■ SUPPLIED RECORDS:
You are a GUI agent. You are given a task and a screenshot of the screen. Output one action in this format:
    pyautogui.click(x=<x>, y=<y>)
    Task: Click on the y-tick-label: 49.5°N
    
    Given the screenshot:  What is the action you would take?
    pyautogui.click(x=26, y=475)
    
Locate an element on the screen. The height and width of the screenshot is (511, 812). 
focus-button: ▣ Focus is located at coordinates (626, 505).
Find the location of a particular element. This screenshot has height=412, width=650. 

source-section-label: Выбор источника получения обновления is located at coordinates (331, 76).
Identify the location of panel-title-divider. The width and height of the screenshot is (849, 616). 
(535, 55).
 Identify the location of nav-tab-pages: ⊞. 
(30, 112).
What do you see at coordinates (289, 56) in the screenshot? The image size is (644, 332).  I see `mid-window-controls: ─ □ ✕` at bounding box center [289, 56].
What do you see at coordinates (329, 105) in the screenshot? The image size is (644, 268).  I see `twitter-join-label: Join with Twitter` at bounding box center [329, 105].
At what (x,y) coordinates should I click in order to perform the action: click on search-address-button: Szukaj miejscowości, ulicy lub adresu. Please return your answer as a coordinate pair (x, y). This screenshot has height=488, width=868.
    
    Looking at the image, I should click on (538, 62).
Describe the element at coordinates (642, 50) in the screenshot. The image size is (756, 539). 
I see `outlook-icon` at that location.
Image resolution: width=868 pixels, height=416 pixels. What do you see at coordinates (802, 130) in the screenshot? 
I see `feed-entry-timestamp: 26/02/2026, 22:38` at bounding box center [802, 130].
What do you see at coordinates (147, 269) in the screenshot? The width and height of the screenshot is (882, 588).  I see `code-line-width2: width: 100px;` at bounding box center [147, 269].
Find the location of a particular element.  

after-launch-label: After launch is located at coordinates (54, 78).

■ PROBLEM DESCRIPTION: Word for word, repeat every record.

■ OUTPUT FOR THIS EXERCISE:
You are a GUI agent. You are given a task and a screenshot of the screen. Output one action in this format:
    pyautogui.click(x=<x>, y=<y>)
    Task: Click on the y-tick-label: 49.5°N
    
    Given the screenshot:  What is the action you would take?
    pyautogui.click(x=26, y=475)
    
Locate an element on the screen. The height and width of the screenshot is (511, 812). 
focus-button: ▣ Focus is located at coordinates (626, 505).
Find the location of a particular element. This screenshot has height=412, width=650. 

source-section-label: Выбор источника получения обновления is located at coordinates (331, 76).
Identify the location of panel-title-divider. The width and height of the screenshot is (849, 616). 
(535, 55).
 Identify the location of nav-tab-pages: ⊞. 
(30, 112).
What do you see at coordinates (289, 56) in the screenshot? The image size is (644, 332).  I see `mid-window-controls: ─ □ ✕` at bounding box center [289, 56].
What do you see at coordinates (329, 105) in the screenshot? The image size is (644, 268).  I see `twitter-join-label: Join with Twitter` at bounding box center [329, 105].
At what (x,y) coordinates should I click in order to perform the action: click on search-address-button: Szukaj miejscowości, ulicy lub adresu. Please return your answer as a coordinate pair (x, y). This screenshot has height=488, width=868.
    
    Looking at the image, I should click on (538, 62).
Describe the element at coordinates (642, 50) in the screenshot. The image size is (756, 539). 
I see `outlook-icon` at that location.
Image resolution: width=868 pixels, height=416 pixels. What do you see at coordinates (802, 130) in the screenshot? 
I see `feed-entry-timestamp: 26/02/2026, 22:38` at bounding box center [802, 130].
What do you see at coordinates (147, 269) in the screenshot? The width and height of the screenshot is (882, 588).  I see `code-line-width2: width: 100px;` at bounding box center [147, 269].
Find the location of a particular element.  

after-launch-label: After launch is located at coordinates (54, 78).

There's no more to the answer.